Attica is a triangular tract of country, the southern and eastern sides of which meet in the point of Sunium; its third side is defined by the high mountain ranges of Citharon and Parnes, which separate it by a strong barrier from Boeotia and Northern Greece. Hills of inferior ele vation connect these ranges with the mountainous surface of the southeast, which begins from Sunium itself, and rises on the south coast to the round summits of Hymettus, and the higher peak of Pentelicus near Marathon on the east. The rest of Attica is a plain, one reach of which comes down to the sea on the south, at the very base of Hymettus. Here, about five miles from the shore, an abrupt rock rises from the level, like the rock of Stirling Castle, bordered on the south by some lower eminences, and commanded by a high craggy peak on the north. This rock is the Acropolis of Athens. These lower eminences are the Areopagus, the Pnyx, and the Museum, which determined the rising and falling of the ground in the ancient city. That craggy peak is the hill of Lycabettus, from the summit of which the spectator sees all Athens at his feet, and looks freely over the intermediate plain to the Piræus and the

sea.

Athens and the Piræus must never be considered separately. One was the city, the other was its harbor. Once they were connected together by a continuous fortification. Those who looked down from Lycabettus in the time of Pericles could follow with the eye all the long line of wall from the temples on the Acropolis to the shipping in the port. Thus we are brought back to the point from which we digressed. We were approaching the Piræus; and, since we must land in maritime

Paradise Regained, iv. 240.

2 This is stated by Pausanias.

The relation of Lycabettus to the crowded buildings below, and to the surrounding landscape, is so like that of Arthur's Seat to Edin

burgh and its neighborhood, and there is so much resemblance between Edinburgh Castle and the Acropolis, that a comparison between the city of the Saronic gulf and the city of the Forth has become justly proverbial.
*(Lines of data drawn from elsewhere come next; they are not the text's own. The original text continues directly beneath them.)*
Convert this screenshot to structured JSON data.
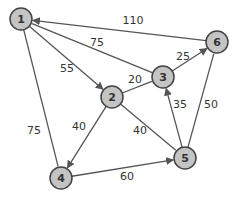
{
  "graph": {
    "type": "directed-weighted-graph",
    "nodes": [
      {
        "id": "1",
        "label": "1"
      },
      {
        "id": "2",
        "label": "2"
      },
      {
        "id": "3",
        "label": "3"
      },
      {
        "id": "4",
        "label": "4"
      },
      {
        "id": "5",
        "label": "5"
      },
      {
        "id": "6",
        "label": "6"
      }
    ],
    "edges": [
      {
        "from": "6",
        "to": "1",
        "weight": "110",
        "directed": true
      },
      {
        "from": "3",
        "to": "1",
        "weight": "75",
        "directed": false
      },
      {
        "from": "1",
        "to": "2",
        "weight": "55",
        "directed": true
      },
      {
        "from": "1",
        "to": "4",
        "weight": "75",
        "directed": false
      },
      {
        "from": "2",
        "to": "3",
        "weight": "20",
        "directed": false
      },
      {
        "from": "3",
        "to": "6",
        "weight": "25",
        "directed": true
      },
      {
        "from": "2",
        "to": "4",
        "weight": "40",
        "directed": true
      },
      {
        "from": "2",
        "to": "5",
        "weight": "40",
        "directed": false
      },
      {
        "from": "5",
        "to": "3",
        "weight": "35",
        "directed": true
      },
      {
        "from": "5",
        "to": "6",
        "weight": "50",
        "directed": false
      },
      {
        "from": "4",
        "to": "5",
        "weight": "60",
        "directed": true
      }
    ]
  }
}
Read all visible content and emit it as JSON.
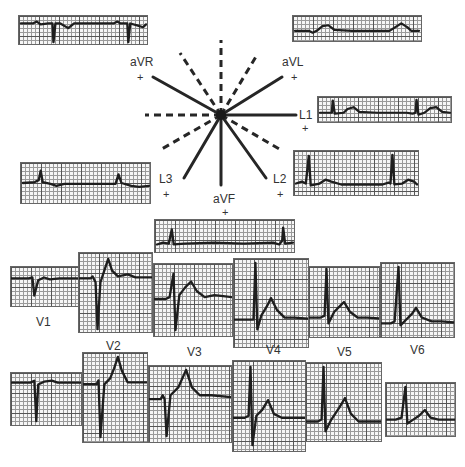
{
  "figure": {
    "type": "ECG hexaxial reference system with 12-lead tracings",
    "hexaxial": {
      "center": [
        221,
        115
      ],
      "positive_leads": [
        {
          "name": "L1",
          "angle_deg": 0,
          "label": "L1",
          "plus": "+"
        },
        {
          "name": "aVL",
          "angle_deg": -30,
          "label": "aVL",
          "plus": "+"
        },
        {
          "name": "aVR",
          "angle_deg": -150,
          "label": "aVR",
          "plus": "+"
        },
        {
          "name": "L2",
          "angle_deg": 60,
          "label": "L2",
          "plus": "+"
        },
        {
          "name": "aVF",
          "angle_deg": 90,
          "label": "aVF",
          "plus": "+"
        },
        {
          "name": "L3",
          "angle_deg": 120,
          "label": "L3",
          "plus": "+"
        }
      ],
      "negative_axes_dashed": [
        180,
        150,
        30,
        -90,
        -120,
        -60
      ]
    },
    "limb_leads": [
      {
        "lead": "aVR",
        "label": "aVR"
      },
      {
        "lead": "aVL",
        "label": "aVL"
      },
      {
        "lead": "L1",
        "label": "L1"
      },
      {
        "lead": "L2",
        "label": "L2"
      },
      {
        "lead": "L3",
        "label": "L3"
      },
      {
        "lead": "aVF",
        "label": "aVF"
      }
    ],
    "precordial_labels": [
      "V1",
      "V2",
      "V3",
      "V4",
      "V5",
      "V6"
    ]
  },
  "labels": {
    "aVR": "aVR",
    "aVL": "aVL",
    "L1": "L1",
    "L2": "L2",
    "L3": "L3",
    "aVF": "aVF",
    "plus": "+",
    "V1": "V1",
    "V2": "V2",
    "V3": "V3",
    "V4": "V4",
    "V5": "V5",
    "V6": "V6"
  }
}
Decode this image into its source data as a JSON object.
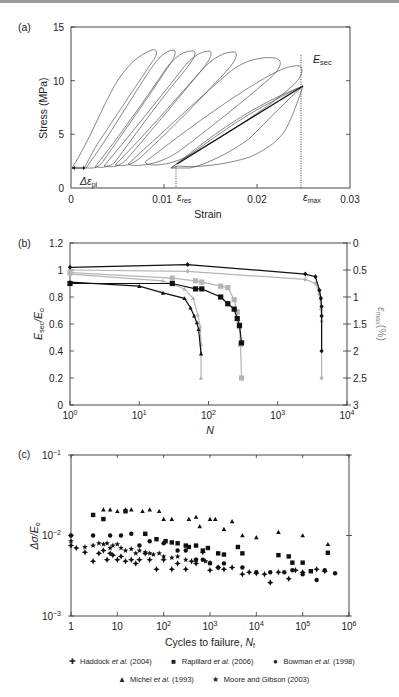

Athens before we can enter Athens itself, let us return once more to the vessel's deck, and look round on the land and the water. The island on our left, with steep cliffs at the water's edge, is Ægina. The distant heights beyond it are the mountains of the Morea. Before us is another island, the illustrious Salamis; though in the view it is hardly disentangled from the coast of Attica, for the strait where the battle was fought is narrow and winding. The high ranges behind stretch beyond Eleusis and Megara, to the left towards Corinth, and to the right along the frontier of Boeotia. This last ridge is the mountain-line of Parnes, of which we have spoken above. Clouds are often seen to rest on it at all seasons of the year, and in winter it is usually white with snow. The dark heavy mountain rising close to us on the right immediately from the sea is Hymettus. Between Parnes and Hymettus is the plain; and rising from the plain is the Acropolis, distinctly visible, with Lycabettus behind, and seeming in the clear atmosphere to be nearer than it is.

The outward aspect of this scene is now what it ever was. The lights and shadows on the rocks of Ægina and Salamis, the gleams on the distant mountains, the clouds or the snow on Parnes, the gloom in the deep dells of Hymettus, the temple-crowned rock and the plain beneath it, are natural features, which only vary with the alternations of morning and evening, and summer and winter. Some changes indeed have taken place but they are connected with the history of man. The vegetation is less abundant, the population is more scanty. In Greek and Roman times, bright villages enlivened the promontories of Sunium and Ægina, and all the inner reaches of the bay. Some readers will indeed remember a dreary picture which Sulpicius gave his friend Atticus of the desolation of these coasts when Greece had ceased to be free; but we must make some allowances for the exaggerations of a poetical regret, and must recollect that the writer had been accustomed to the gay and busy life of the Campanian shore. After the renovation of Corinth,5 and in the reign of Claudius, there is no doubt that all the signs of a far more numerous population than at present were evident around the Saronic Gulf, and that more white sails were to be seen in fine weather plying across its waters to the harbors of Cenchrea or Piræus.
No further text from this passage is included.